Leave me out of this!
Headline writers at The Oregonian not only proclaim the news, their work proclaims a need for two daily newspapers.
Enter The New York Times.
On Monday, both papers ran on their front pages a story about an effort to get the Bush Administration to collect unpaid taxes.
The Oregonian story, which came from the L.A. Times-Washington Post News Service, dominated the page with this four-column-wide screamer: “Congress wants your unpaid taxes”
Wait just one second there, Bub.
"Your" unpaid taxes? Who, me?
The Times ran its own story in the lower left-hand corner. Its headline made it partisan, not personal.
“Democrats Seek Unpaid Taxes, Setting up Clash.”
On to the stories themselves.
In The Oregonian, the story says nothing to support the headline’s false intimation that I’m not paying my taxes.
It also specifically calls the so-called “tax gap” effort bi-partisan: “...Democrats and Republicans are talking it up as a way to fund politically appealing initiatives—and bring down the deficit to boot.”
The Bush administration’s position toward addressing the gap isn’t mentioned.
But back in the New York Times, the lede and headline are joined at the hip: “Congressional Democrats, hoping to finance an ambitious agenda without raising taxes, are on a collision course with the Bush administration etc.” From there on, the story is framed as a push and pull between the Democrats and various Bush mouthpieces.
At one point the Times quotes one Michele Davis in the Treasury Department. Ms. Davis is a spokeswoman, an unsettling term that for me unfailingly evokes the female-phobic humorist James Thurber (vis. "The Catbird Seat").
Anyway, Ms. Davis manages to inject a hackneyed Conservative shibboleth into her oh-so-well-crafted sound bite: “We are very mindful of the compliance burden on taxpayers who do follow the law.”
Wait a minute! “Compliance Burden on taxpayers who do follow the law.”
Now she’s doing what the Oregonian headline writer did—dragging me into this. I follow the law, and I frankly bear no “compliance-burden”—well, on second thought....
My "compliance burden" has nothing to do with how much I pay, but with how Ms. Davis’ boss and patron in the White House, George W. Bush, is spending my money on a policy that has led to mayhem and murder.
If only Ms. Davis would talk about THAT compliance burden.
Until then, she, and The Oregonian, can leave me out of this.
Enter The New York Times.
On Monday, both papers ran on their front pages a story about an effort to get the Bush Administration to collect unpaid taxes.
The Oregonian story, which came from the L.A. Times-Washington Post News Service, dominated the page with this four-column-wide screamer: “Congress wants your unpaid taxes”
Wait just one second there, Bub.
"Your" unpaid taxes? Who, me?
The Times ran its own story in the lower left-hand corner. Its headline made it partisan, not personal.
“Democrats Seek Unpaid Taxes, Setting up Clash.”
On to the stories themselves.
In The Oregonian, the story says nothing to support the headline’s false intimation that I’m not paying my taxes.
It also specifically calls the so-called “tax gap” effort bi-partisan: “...Democrats and Republicans are talking it up as a way to fund politically appealing initiatives—and bring down the deficit to boot.”
The Bush administration’s position toward addressing the gap isn’t mentioned.
But back in the New York Times, the lede and headline are joined at the hip: “Congressional Democrats, hoping to finance an ambitious agenda without raising taxes, are on a collision course with the Bush administration etc.” From there on, the story is framed as a push and pull between the Democrats and various Bush mouthpieces.
At one point the Times quotes one Michele Davis in the Treasury Department. Ms. Davis is a spokeswoman, an unsettling term that for me unfailingly evokes the female-phobic humorist James Thurber (vis. "The Catbird Seat").
Anyway, Ms. Davis manages to inject a hackneyed Conservative shibboleth into her oh-so-well-crafted sound bite: “We are very mindful of the compliance burden on taxpayers who do follow the law.”
Wait a minute! “Compliance Burden on taxpayers who do follow the law.”
Now she’s doing what the Oregonian headline writer did—dragging me into this. I follow the law, and I frankly bear no “compliance-burden”—well, on second thought....
My "compliance burden" has nothing to do with how much I pay, but with how Ms. Davis’ boss and patron in the White House, George W. Bush, is spending my money on a policy that has led to mayhem and murder.
If only Ms. Davis would talk about THAT compliance burden.
Until then, she, and The Oregonian, can leave me out of this.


[Your goal]:
Leaving out the pictures, transcribe all of the records faithfully.

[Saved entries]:

══════════════════════════════

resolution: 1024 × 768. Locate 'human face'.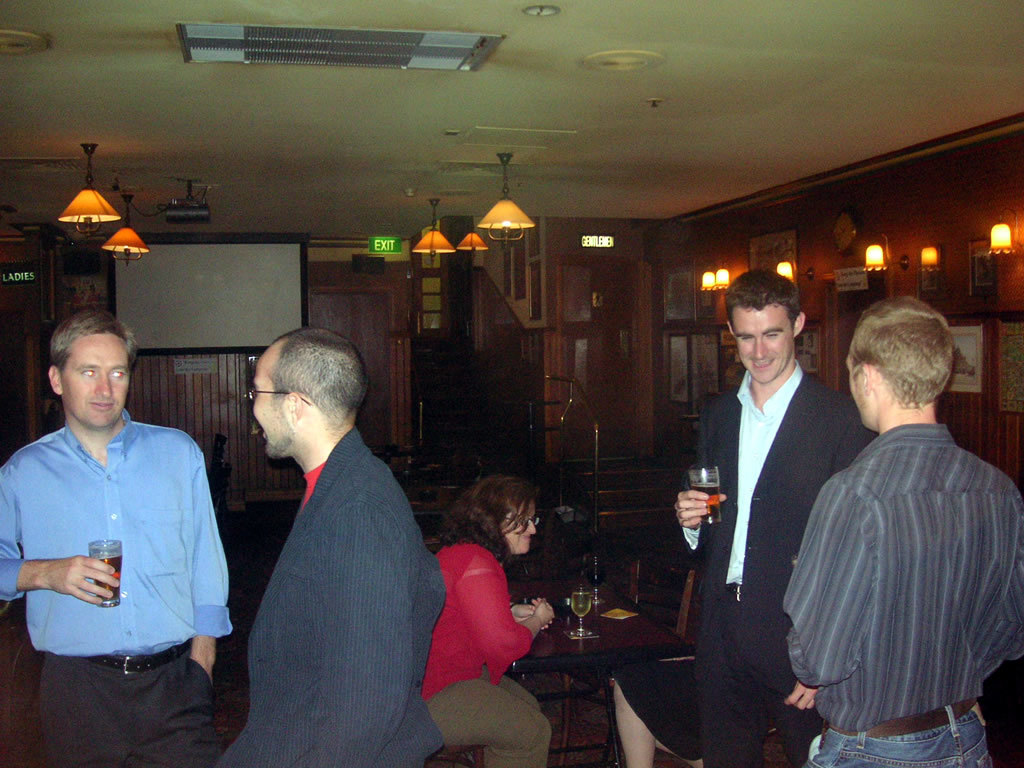
[247, 357, 287, 463].
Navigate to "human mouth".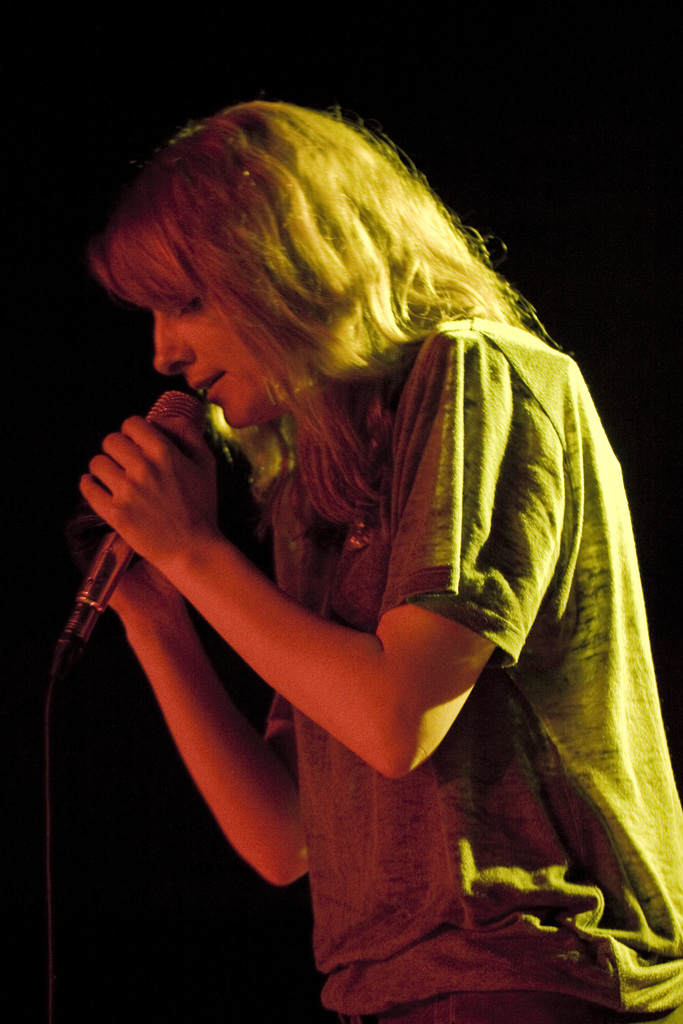
Navigation target: {"x1": 183, "y1": 368, "x2": 222, "y2": 397}.
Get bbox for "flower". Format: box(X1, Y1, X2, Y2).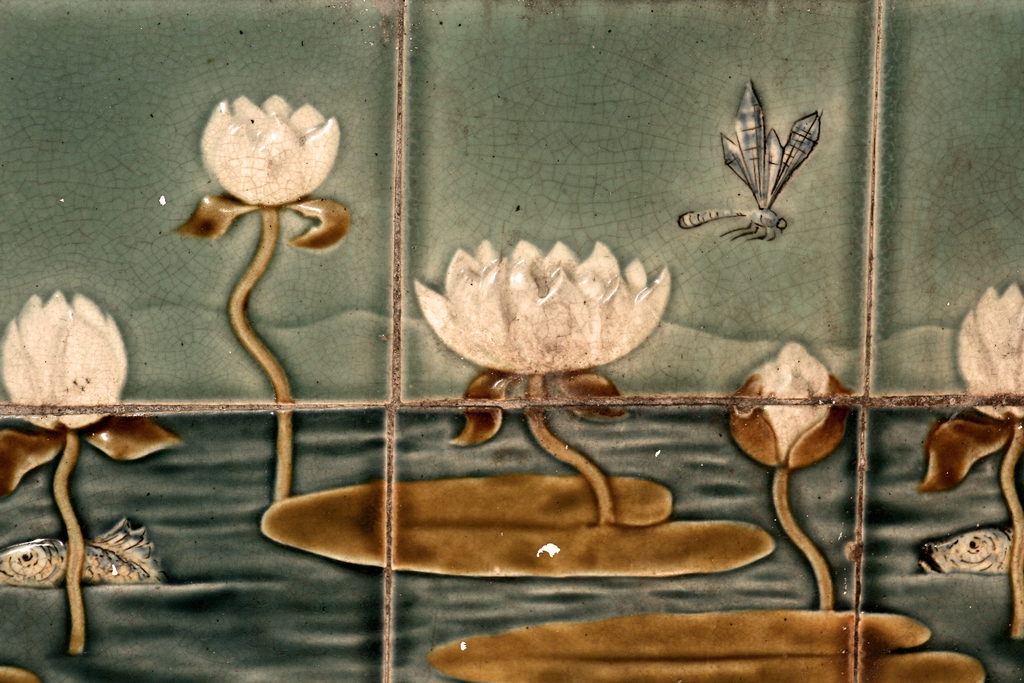
box(196, 95, 337, 204).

══════════════════════════════

[Result below]:
resolution: 1024 × 768. Locate 'human face'.
[247, 357, 287, 463].
Navigate to "human mouth".
Navigation target: {"x1": 183, "y1": 368, "x2": 222, "y2": 397}.
Get bbox for "flower". Format: box(X1, Y1, X2, Y2).
box(196, 95, 337, 204).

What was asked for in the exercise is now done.